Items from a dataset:
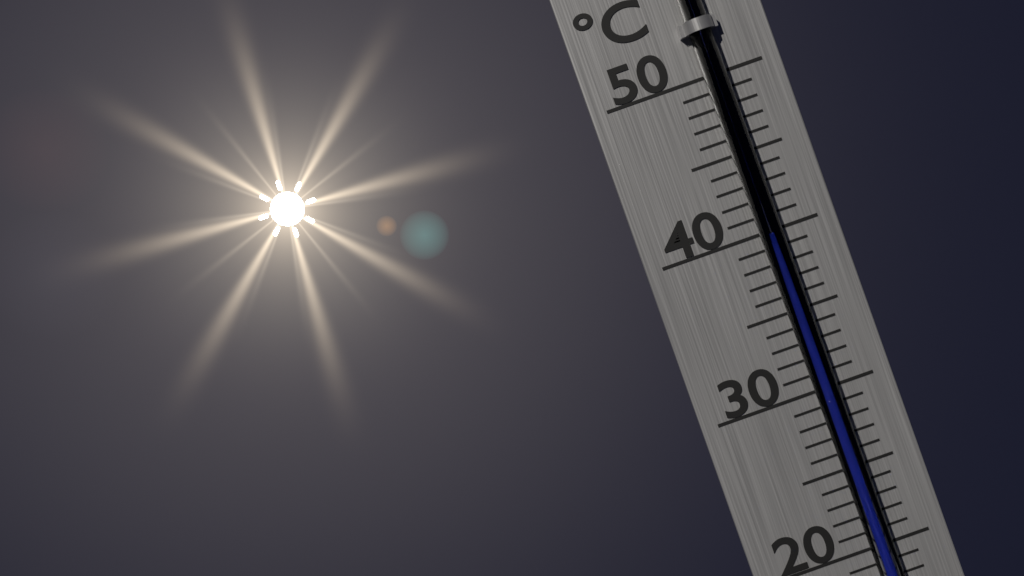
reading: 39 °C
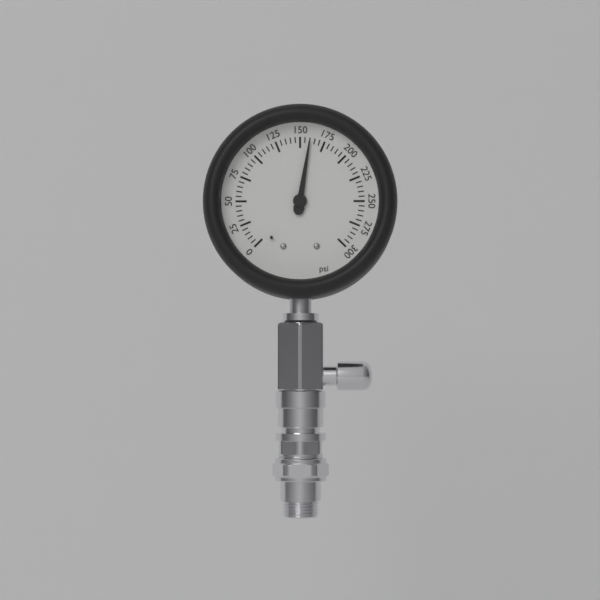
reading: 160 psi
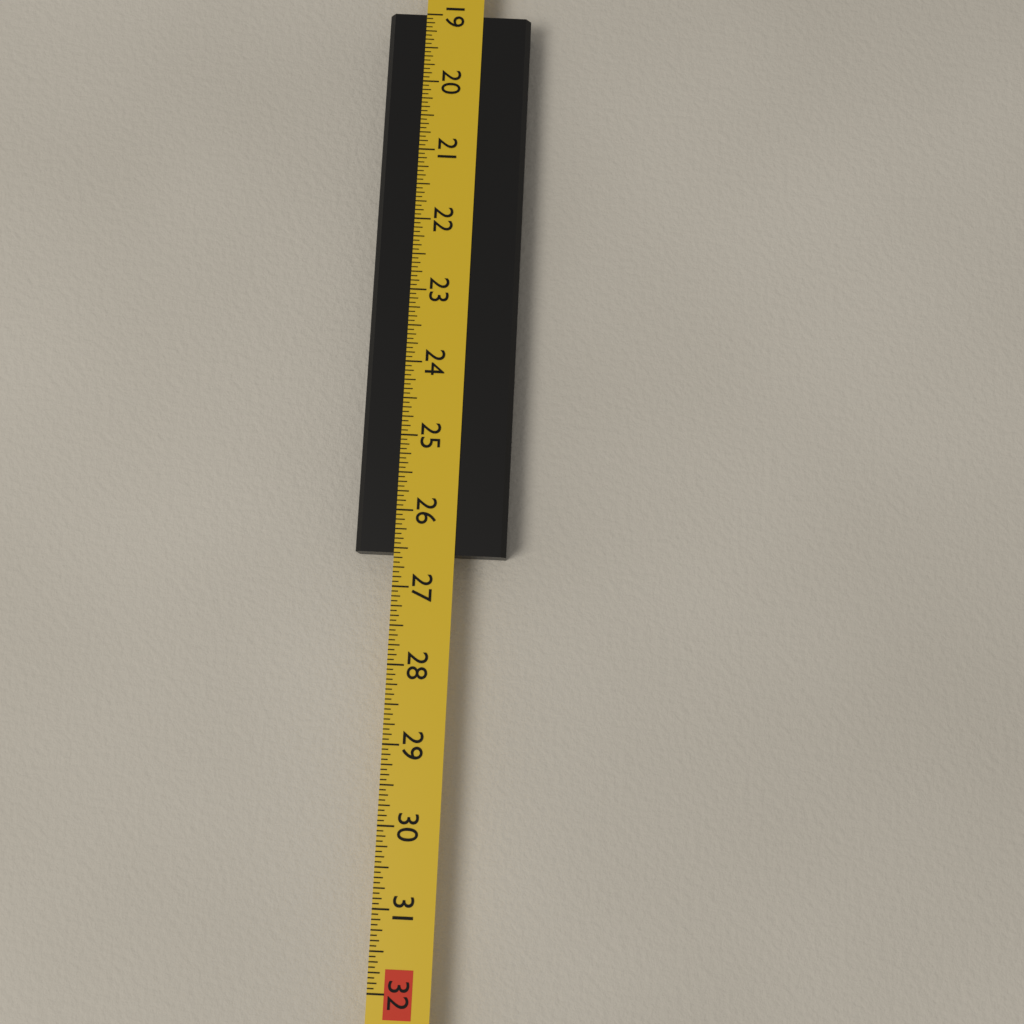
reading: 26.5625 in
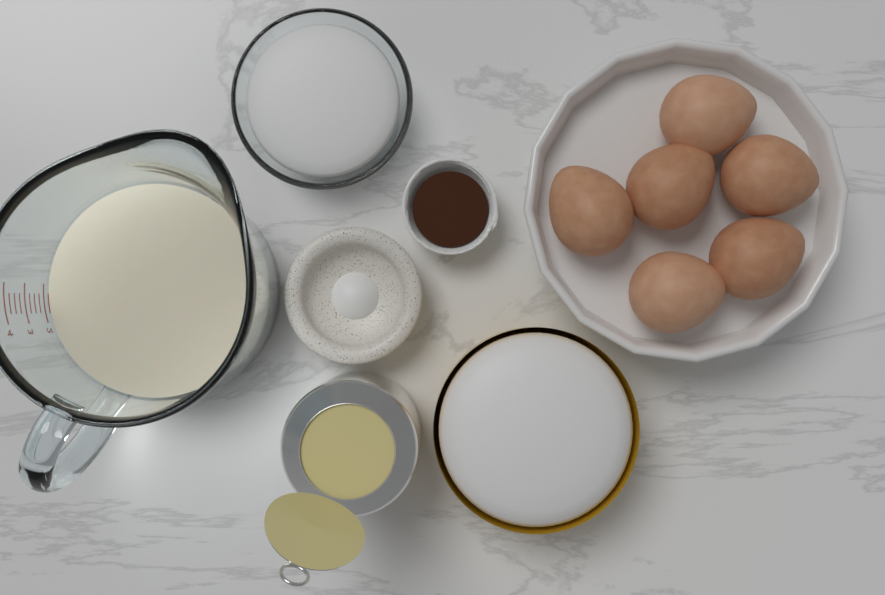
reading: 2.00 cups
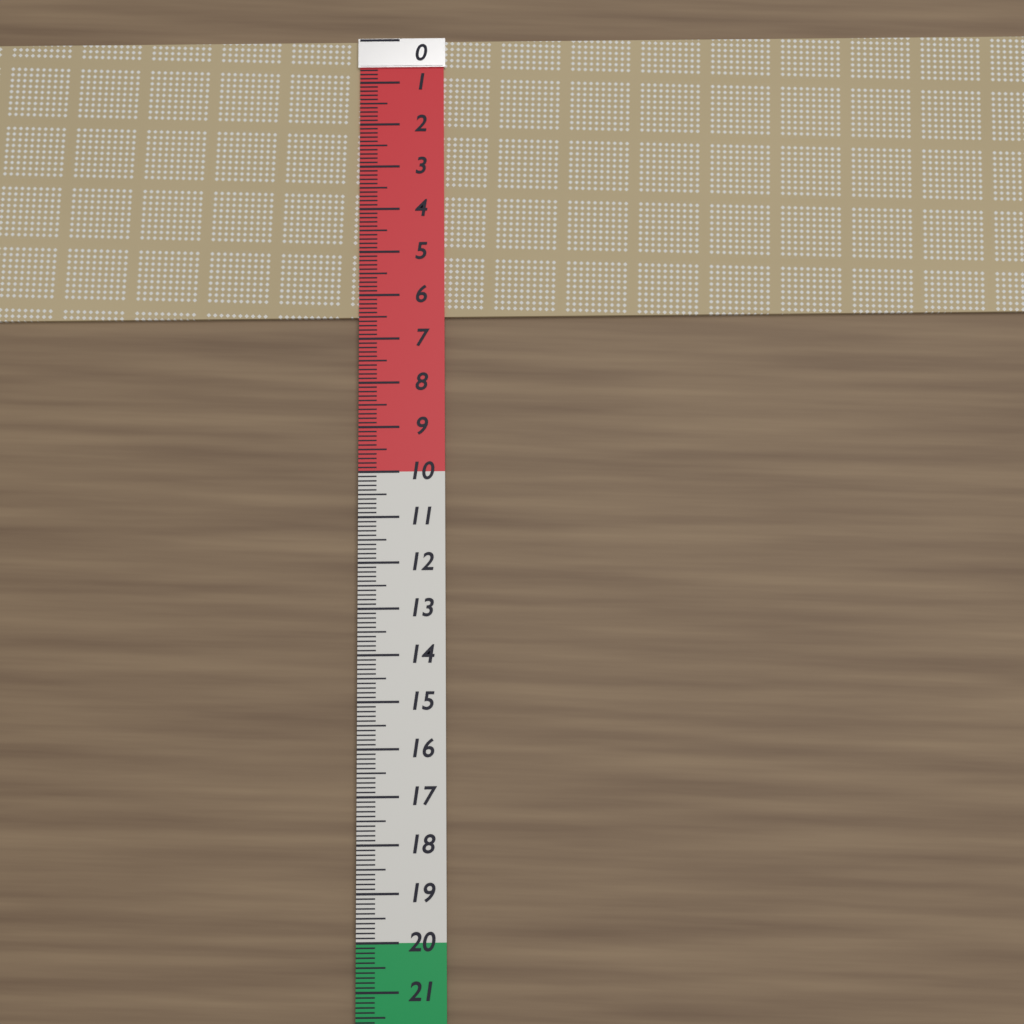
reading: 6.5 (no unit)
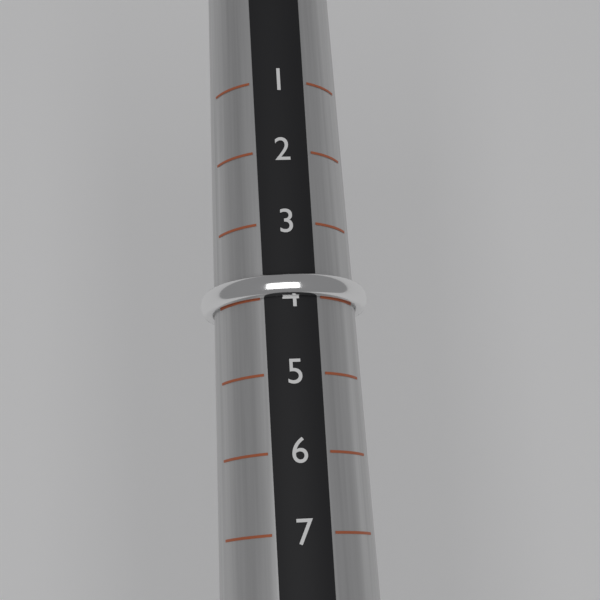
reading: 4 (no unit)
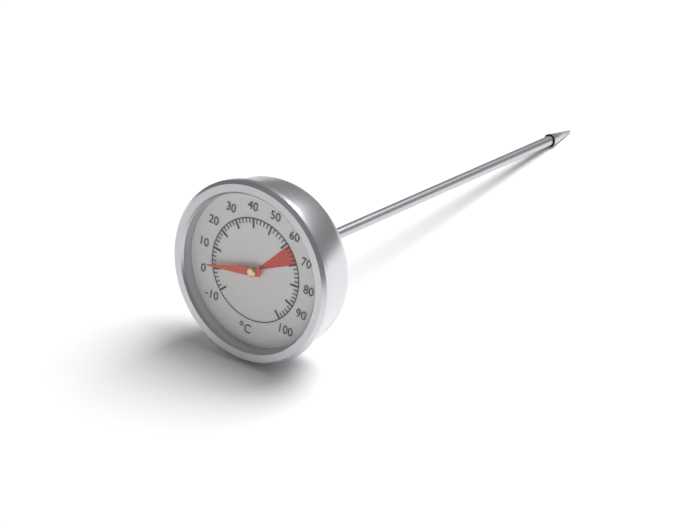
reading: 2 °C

WHAT IS NEEDED:
Retype each line of the records exactly as it reads; no pictures belong in the copy.

ANSWER FOR THIS EXERCISE:
reading: 39 °C
reading: 160 psi
reading: 26.5625 in
reading: 2.00 cups
reading: 6.5 (no unit)
reading: 4 (no unit)
reading: 2 °C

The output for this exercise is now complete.